Carbon footprint - what a feat!

It's that day of the year when everyone gets excited about their carbon footprint, only to have nothing to do with it when the day is done. So far, the hubbub was restricted to corporates who chose the occasion of World Environment Day to make a grand pretence of atoning for their misdeeds - clever shareholder communication, in other words. But now, our otherwise unapologetic government has also jumped in. The tone of advertisements issued by government departments in India have always been a half-hearted, halfway effort between bone-numbing pedantry and pedagogic inanity festooned with mugshots of the irascible rascals responsible for siphoning off public money for their private interests. That's a lot of superlatives, yes. But consider this ad published today in The Times of India by the Karnataka Pollution Control Board:
  1. It says 'Don't leave your carbon footprint on the earth'. Ah, how evocative. Now, will they please suggest a list of places where we can leave it? And isn't this whole business about reducing the carbon footprint since it's impossible not to leave behind one at all. It's clear that the gurus at the KPCB are latecomers into the talk. So don't even expect them to walk it.
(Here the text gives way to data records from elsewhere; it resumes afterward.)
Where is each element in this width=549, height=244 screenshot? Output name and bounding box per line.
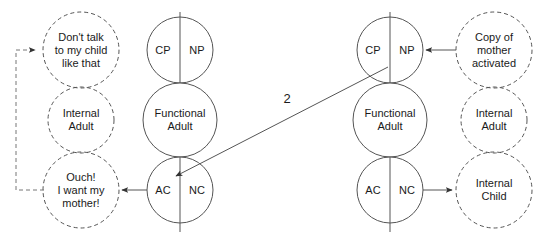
arrow-ouch-feedback-to-dont-talk (16, 50, 44, 190)
right-person-cp-label: CP (365, 44, 380, 56)
transaction-number-label: 2 (283, 91, 290, 106)
left-internal-adult-line-2: Adult (68, 120, 93, 132)
left-person-cp-label: CP (155, 44, 170, 56)
left-internal-parent-line-1: Don't talk (58, 31, 104, 43)
right-person-np-label: NP (399, 44, 414, 56)
right-person-child-circle: AC NC (357, 157, 423, 223)
transactional-analysis-diagram: Don't talk to my child like that Interna… (0, 0, 549, 244)
left-internal-parent-line-3: like that (62, 57, 100, 69)
left-person-ac-label: AC (155, 184, 170, 196)
right-internal-parent-bubble: Copy of mother activated (456, 12, 532, 88)
right-internal-parent-line-3: activated (472, 57, 516, 69)
right-person-parent-circle: CP NP (357, 17, 423, 83)
right-internal-adult-bubble: Internal Adult (461, 87, 527, 153)
left-person-parent-circle: CP NP (147, 17, 213, 83)
left-person-nc-label: NC (189, 184, 205, 196)
right-internal-parent-line-1: Copy of (475, 31, 514, 43)
left-internal-child-line-2: I want my (57, 184, 105, 196)
left-person-adult-line-1: Functional (155, 107, 206, 119)
right-person-ac-label: AC (365, 184, 380, 196)
left-internal-column: Don't talk to my child like that Interna… (43, 12, 119, 228)
right-person-adult-circle: Functional Adult (353, 83, 427, 157)
right-person-column: CP NP Functional Adult AC NC (353, 12, 427, 232)
right-person-nc-label: NC (399, 184, 415, 196)
diagram-canvas: Don't talk to my child like that Interna… (0, 0, 549, 244)
right-internal-child-line-2: Child (481, 190, 506, 202)
left-person-adult-line-2: Adult (167, 120, 192, 132)
left-internal-adult-line-1: Internal (63, 107, 100, 119)
left-internal-parent-line-2: to my child (55, 44, 108, 56)
right-internal-adult-line-2: Adult (481, 120, 506, 132)
left-internal-child-line-1: Ouch! (66, 171, 95, 183)
right-person-adult-line-1: Functional (365, 107, 416, 119)
left-person-column: CP NP Functional Adult AC NC (143, 12, 217, 232)
left-internal-parent-bubble: Don't talk to my child like that (43, 12, 119, 88)
right-internal-adult-line-1: Internal (476, 107, 513, 119)
right-internal-parent-line-2: mother (477, 44, 512, 56)
left-internal-child-bubble: Ouch! I want my mother! (43, 152, 119, 228)
left-person-child-circle: AC NC (147, 157, 213, 223)
right-internal-child-line-1: Internal (476, 177, 513, 189)
left-internal-child-line-3: mother! (62, 197, 99, 209)
right-internal-child-bubble: Internal Child (456, 152, 532, 228)
left-person-adult-circle: Functional Adult (143, 83, 217, 157)
left-person-np-label: NP (189, 44, 204, 56)
right-internal-column: Copy of mother activated Internal Adult … (456, 12, 532, 228)
left-internal-adult-bubble: Internal Adult (48, 87, 114, 153)
right-person-adult-line-2: Adult (377, 120, 402, 132)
  2. Now, the only recycled material in this ad is the content, which is clearly lifted from any other public service noise that just anyone else in the world is making about 'carbon footprint', viz:
a) Use bicycles/ make cycling a habit: Cute, but the only cycling I get to do is in the gym. Because if I venture out into the real world on a bicycle, there is no guarantee of returning home alive riding it. Are there bicycle lanes anywhere in India? Of course, the KPCB can say that they are not the "concerned department", in more than one sense of the term. b) Plant and nurture trees: Try telling this to the Bruhat Bengaluru Mahanagara Palike (BBMP), which has to date connived with the state Forest Department to rid the city of its green cover under the pretext of development works. And in the place of our banyans and peepals have come fast-growing copper pods, rain trees and gulmohurs - introduced species that are ornamental but otherwise practically useless. And so easily felled by a good gale.
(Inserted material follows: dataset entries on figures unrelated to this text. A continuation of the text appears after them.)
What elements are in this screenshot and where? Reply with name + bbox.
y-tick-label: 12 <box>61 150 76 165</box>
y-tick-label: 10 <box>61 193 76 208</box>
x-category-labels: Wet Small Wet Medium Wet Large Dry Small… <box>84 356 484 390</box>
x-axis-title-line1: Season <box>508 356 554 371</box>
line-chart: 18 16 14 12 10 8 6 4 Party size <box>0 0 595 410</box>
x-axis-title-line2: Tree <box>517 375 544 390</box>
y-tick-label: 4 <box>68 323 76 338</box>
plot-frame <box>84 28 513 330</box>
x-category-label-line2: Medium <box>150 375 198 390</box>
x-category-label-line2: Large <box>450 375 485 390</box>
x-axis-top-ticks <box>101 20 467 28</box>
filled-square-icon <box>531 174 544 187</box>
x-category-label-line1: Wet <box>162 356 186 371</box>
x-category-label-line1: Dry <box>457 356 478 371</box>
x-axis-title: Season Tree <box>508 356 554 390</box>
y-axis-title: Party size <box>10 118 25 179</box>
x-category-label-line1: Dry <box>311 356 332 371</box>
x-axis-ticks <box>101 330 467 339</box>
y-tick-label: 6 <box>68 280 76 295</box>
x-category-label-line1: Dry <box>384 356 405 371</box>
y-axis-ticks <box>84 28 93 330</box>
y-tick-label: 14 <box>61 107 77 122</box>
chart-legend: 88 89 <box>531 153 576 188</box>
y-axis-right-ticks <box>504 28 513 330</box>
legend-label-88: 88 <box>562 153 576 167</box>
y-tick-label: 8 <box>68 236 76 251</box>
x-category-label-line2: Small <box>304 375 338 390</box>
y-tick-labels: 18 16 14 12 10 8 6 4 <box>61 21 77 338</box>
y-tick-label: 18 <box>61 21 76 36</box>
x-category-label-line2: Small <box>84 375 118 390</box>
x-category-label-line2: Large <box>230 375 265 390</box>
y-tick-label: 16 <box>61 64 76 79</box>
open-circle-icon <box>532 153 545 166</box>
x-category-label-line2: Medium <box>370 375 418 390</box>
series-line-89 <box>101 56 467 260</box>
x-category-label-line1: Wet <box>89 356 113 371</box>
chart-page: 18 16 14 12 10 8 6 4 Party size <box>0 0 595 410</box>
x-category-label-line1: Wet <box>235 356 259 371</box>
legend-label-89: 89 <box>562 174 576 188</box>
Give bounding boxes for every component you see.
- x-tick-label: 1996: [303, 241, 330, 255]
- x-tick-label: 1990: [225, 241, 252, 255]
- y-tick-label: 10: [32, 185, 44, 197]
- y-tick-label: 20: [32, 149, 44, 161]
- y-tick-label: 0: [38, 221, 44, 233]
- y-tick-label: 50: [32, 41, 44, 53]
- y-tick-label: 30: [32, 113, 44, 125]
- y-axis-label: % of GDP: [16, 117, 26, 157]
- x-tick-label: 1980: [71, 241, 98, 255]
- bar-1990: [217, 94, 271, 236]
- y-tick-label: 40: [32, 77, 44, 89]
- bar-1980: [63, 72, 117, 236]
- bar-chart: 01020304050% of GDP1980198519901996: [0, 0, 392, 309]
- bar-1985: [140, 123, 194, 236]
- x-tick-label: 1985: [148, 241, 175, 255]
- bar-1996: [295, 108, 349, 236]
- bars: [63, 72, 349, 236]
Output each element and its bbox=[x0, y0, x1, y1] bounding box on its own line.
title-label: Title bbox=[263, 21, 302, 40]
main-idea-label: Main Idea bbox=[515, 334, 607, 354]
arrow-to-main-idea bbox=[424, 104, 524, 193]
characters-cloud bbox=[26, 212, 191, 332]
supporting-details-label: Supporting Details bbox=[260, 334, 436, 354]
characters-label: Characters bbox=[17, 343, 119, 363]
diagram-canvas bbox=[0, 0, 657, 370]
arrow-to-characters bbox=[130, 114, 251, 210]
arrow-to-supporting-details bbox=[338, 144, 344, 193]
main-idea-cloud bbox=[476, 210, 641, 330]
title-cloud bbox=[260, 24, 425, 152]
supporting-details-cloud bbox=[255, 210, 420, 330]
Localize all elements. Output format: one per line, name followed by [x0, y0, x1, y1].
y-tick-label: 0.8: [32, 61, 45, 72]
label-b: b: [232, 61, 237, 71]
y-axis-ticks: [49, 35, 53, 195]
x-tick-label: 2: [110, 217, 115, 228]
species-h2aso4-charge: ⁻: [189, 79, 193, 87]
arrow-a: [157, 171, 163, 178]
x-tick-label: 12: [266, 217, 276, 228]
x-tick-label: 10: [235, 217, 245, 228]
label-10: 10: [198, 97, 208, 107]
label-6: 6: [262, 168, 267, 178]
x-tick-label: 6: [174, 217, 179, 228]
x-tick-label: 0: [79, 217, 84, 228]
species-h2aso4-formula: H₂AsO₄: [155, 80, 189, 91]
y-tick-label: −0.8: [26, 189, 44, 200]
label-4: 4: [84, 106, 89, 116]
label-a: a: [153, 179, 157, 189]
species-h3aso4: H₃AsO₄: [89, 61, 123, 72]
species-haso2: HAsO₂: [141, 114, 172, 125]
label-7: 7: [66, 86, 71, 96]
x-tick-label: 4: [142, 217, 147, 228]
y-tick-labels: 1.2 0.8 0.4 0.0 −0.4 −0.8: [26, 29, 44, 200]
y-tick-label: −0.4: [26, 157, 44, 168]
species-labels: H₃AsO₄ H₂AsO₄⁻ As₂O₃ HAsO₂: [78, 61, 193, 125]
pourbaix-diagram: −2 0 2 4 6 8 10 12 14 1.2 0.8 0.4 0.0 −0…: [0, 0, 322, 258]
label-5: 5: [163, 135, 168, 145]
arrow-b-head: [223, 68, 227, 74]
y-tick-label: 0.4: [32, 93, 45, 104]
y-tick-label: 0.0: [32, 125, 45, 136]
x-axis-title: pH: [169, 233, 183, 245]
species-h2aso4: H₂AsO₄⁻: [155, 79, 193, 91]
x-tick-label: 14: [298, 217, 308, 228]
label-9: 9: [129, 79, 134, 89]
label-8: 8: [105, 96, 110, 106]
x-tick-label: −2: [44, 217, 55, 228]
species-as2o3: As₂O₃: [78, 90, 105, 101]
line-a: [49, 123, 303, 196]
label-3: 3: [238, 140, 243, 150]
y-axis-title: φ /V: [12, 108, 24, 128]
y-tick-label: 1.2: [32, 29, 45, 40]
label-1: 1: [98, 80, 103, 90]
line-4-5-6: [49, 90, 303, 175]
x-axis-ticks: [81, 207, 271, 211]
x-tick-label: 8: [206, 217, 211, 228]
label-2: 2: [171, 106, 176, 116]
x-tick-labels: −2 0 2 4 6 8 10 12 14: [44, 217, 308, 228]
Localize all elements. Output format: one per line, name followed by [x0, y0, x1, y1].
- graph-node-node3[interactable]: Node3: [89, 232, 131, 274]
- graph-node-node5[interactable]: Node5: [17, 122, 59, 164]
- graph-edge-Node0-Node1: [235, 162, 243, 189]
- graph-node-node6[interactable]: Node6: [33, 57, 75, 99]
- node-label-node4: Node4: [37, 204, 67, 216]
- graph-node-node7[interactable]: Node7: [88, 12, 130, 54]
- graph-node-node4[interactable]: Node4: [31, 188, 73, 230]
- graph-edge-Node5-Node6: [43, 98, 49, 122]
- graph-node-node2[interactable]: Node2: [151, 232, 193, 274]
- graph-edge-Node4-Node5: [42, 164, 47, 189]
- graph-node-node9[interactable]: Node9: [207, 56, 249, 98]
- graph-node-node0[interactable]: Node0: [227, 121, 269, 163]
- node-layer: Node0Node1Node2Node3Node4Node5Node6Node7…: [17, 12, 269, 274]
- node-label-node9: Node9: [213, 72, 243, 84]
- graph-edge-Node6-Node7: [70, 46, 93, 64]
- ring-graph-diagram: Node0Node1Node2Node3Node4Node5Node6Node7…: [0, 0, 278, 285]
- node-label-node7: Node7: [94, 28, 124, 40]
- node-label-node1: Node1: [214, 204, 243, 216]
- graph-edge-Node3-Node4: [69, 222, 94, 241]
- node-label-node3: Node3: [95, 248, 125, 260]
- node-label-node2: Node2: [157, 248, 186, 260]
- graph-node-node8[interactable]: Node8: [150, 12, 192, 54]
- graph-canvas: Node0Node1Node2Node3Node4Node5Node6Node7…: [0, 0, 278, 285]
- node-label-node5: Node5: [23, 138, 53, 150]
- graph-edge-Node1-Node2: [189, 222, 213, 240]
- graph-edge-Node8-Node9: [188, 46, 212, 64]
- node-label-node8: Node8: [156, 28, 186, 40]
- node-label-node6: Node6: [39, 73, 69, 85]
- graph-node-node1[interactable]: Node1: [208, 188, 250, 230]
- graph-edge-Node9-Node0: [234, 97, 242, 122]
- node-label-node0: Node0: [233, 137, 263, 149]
That said, it's a good gesture. Even if the Board's responsibility ends here. Talking of pollution control, every month the Bangalore Traffic Police embarks on a conscientious mission to enforce discipline among Bangalore's polluting vehicles. They stop vehicles (apparently at random) and demand to see an emission test certificate - you know, the ones issued by those shady little booths attached to fuel stations. It's a High Court Order, they will tell you if you argue, and brandish in your face a faded photostat copy of something Devanagari. Now, this certification is a mere formality for most Euro II and Euro III vehicles but somehow, something magic happens and turns the attention of our devoted men in uniform from the smoke-belching and utterly un-roadworthy trucks, buses and three-wheeled tempos grunting past you with impunity to your own uncertified but otherwise unpolluting Euro II vehicle. Of course, you don't have to flex your cerebral muscles to deduce that the constables' discretion extends only to drivers of vehicles who look like they are carrying the requisite amount payable as fine. And yes, in the end everyone is fine with that and nobody raises an alarm. Such good citizens. As for carbon footprint - I know plenty of enraged drivers who'd like to leave a nice sooty one on the faces of those cops. It's World Environment Day. Enjoy it while it lasts.